Outreach and Advocacy Accomplishments


  • The renovation of McArthur Memorial Museum and administrative offices will include the installation of bird safe glass and DarkSky-compliant lighting.
  • Conservatory at Norfolk Botanical Garden
    The Norfolk Botanical Gardens' new conservatory is nearly finished! 
    The entire structure is constructed of an ultraviolet-patterned bird safe glass with an etched dot pattern on the first surface of the glass. Once opened, the Garden staff has arranged for monitors to check the new conservatory for bird strikes as well as the older building in the garden. The Cape Henry Audubon Society has given two presentations on bird safety at the Gardensone for the public and one to train the Gardens staff on monitoring best practices.
  • The Norfolk Architectural Review Board is in the process of updating the Design Guidelines for the Historic District. The draft version includes a section on lights and migratory birds as well as DarkSky principles. We are grateful that they have been listening to our suggestions!
  • Norfolk City Hall
    The City of Norfolk has promised to apply a patterned film 
    on the first-floor windows of City Hall and some of the windows on the first floor of Circuit Court facing the green space in 2025. Installation is still pending. Adding patterned film to skywalks connecting parking garages is planned for later this year.
  • The new Norfolk Casino agreed to use downward-facing light fixtures on the first level of the building and bird safe glass on the first 40 feet up from grade level. However, this does not include the glass-fronted main entrance, which still poses a high risk for birds.
  • The Norfolk Downtown Council continues to assist us in monitoring the downtown streets for dead and injured birds. We are very appreciative of their efforts.
  • The City of Chesapeake included languages in its revised Comprehensive Plan recognizing that light and noise pollution impacts both humans and wildlife, including during bird migration seasons. It states that light pollution can be limited throughout the City by choosing exterior fixtures that are not brighter than necessary, are directed towards the ground, have full cut off, and use warm tones, among other practices.
  • The Piedmont Bird Club has asked us for advice on starting a Lights Out campaign for Charlottesville. They hope to be up and running for spring migration.

Pending


  • Added bird safe glass features to the Cuffee Aquatic Center, being built in Chesapeake, are still under consideration as part of design additions being negotiated with the contractor.
  • The renovation of Chrysler Hall and Scope will begin later this year. We've urged Norfolk to budget for bird safe glass because we have observed that these two buildings are among the deadliest in downtown.

Monitoring

Northern Flickers
Overall, since we began monitoring downtown Norfolk on April 30, 2024, we have documented 727 dead or injured birds.
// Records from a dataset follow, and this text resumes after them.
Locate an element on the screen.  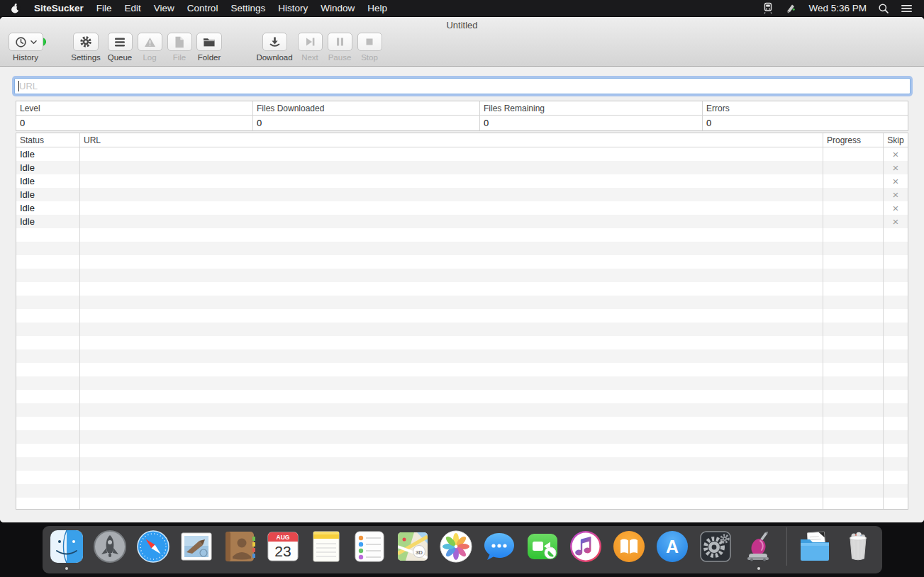
menu-view: View is located at coordinates (165, 9).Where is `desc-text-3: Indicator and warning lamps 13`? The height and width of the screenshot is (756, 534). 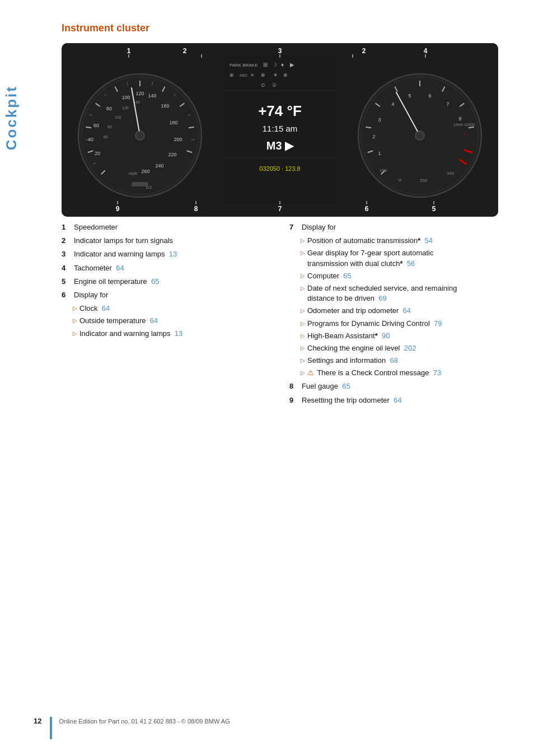 desc-text-3: Indicator and warning lamps 13 is located at coordinates (174, 254).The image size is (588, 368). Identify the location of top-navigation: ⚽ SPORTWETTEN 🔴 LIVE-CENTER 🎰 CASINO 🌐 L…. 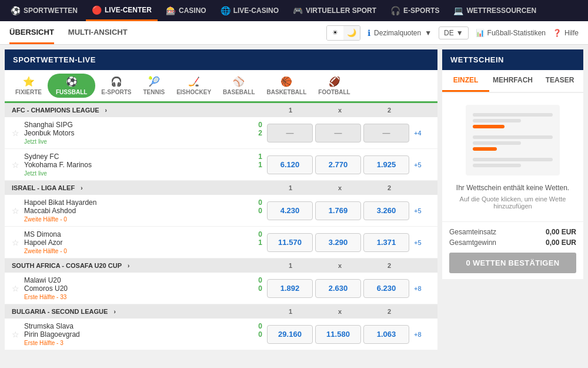
(294, 11).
In 2025, the monitoring team documented 78 dead or injured birds 
in the spring and 324 dead and injured birds during the fall migration. As a rule of thumb, we suspect that for every bird we find, there are 5 more dead birds that we don’t find because they were removed by scavengers or managed to fly away before succumbing to internal injuries.  
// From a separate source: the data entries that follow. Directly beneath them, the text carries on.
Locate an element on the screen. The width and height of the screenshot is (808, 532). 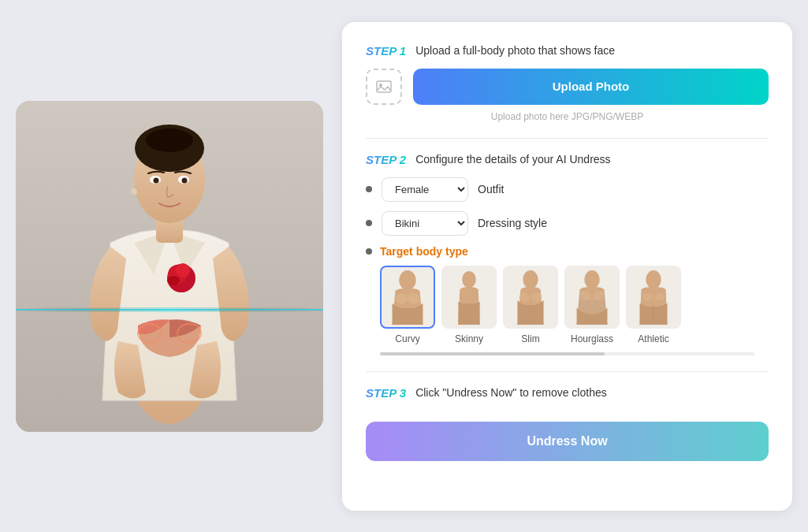
body-type-athletic-img is located at coordinates (653, 297).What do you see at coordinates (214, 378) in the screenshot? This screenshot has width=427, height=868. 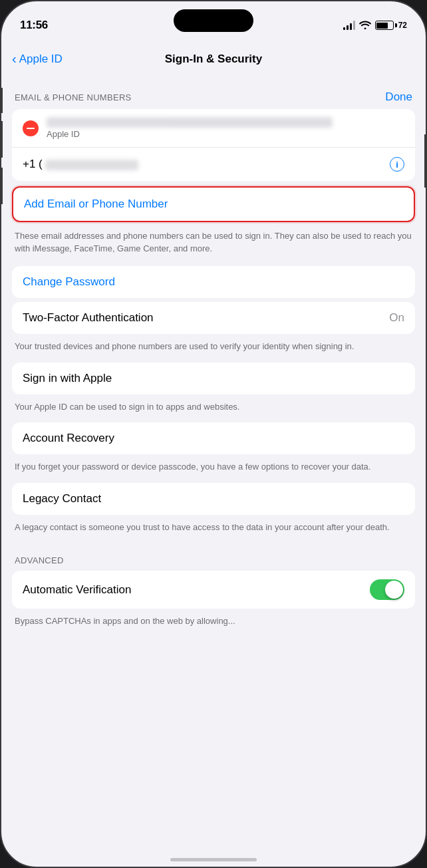 I see `sign-in-apple-card: Sign in with Apple` at bounding box center [214, 378].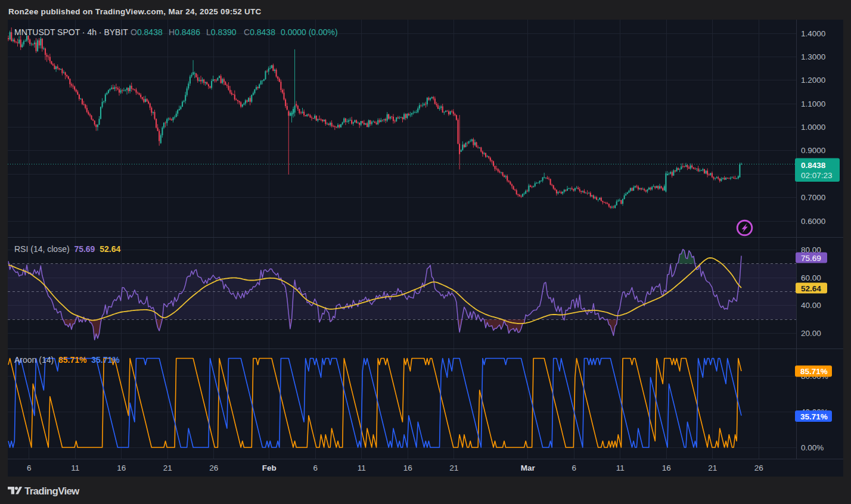 This screenshot has width=851, height=504. What do you see at coordinates (816, 175) in the screenshot?
I see `svg-text: 02:07:23` at bounding box center [816, 175].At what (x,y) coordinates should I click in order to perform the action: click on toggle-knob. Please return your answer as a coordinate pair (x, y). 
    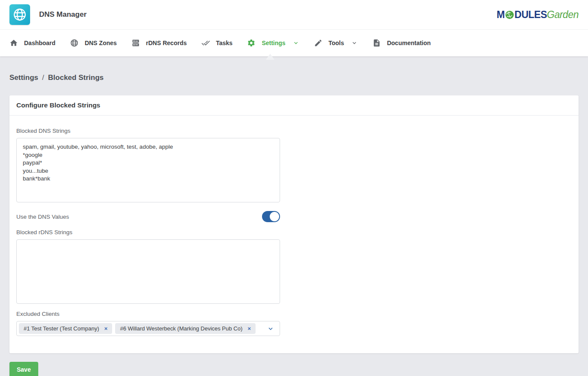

Just last fall, we recorded 26 American Woodcocks and 64 White-throated Sparrows as victims of window strikes. Sadly, we think that as flocks of sparrows settled in a particular location, such as Fountain Park at Commercial Place and Plume Street, Scope, and Chrysler Hall, one by one they hit the windows and died until most of the flock was wiped out. By mid-December, there were hardly any to be found in these locations. We speculate that the high number of dead woodcocks resulted from their local territory being disturbed by construction, forcing them fly through the city where they collided with windows.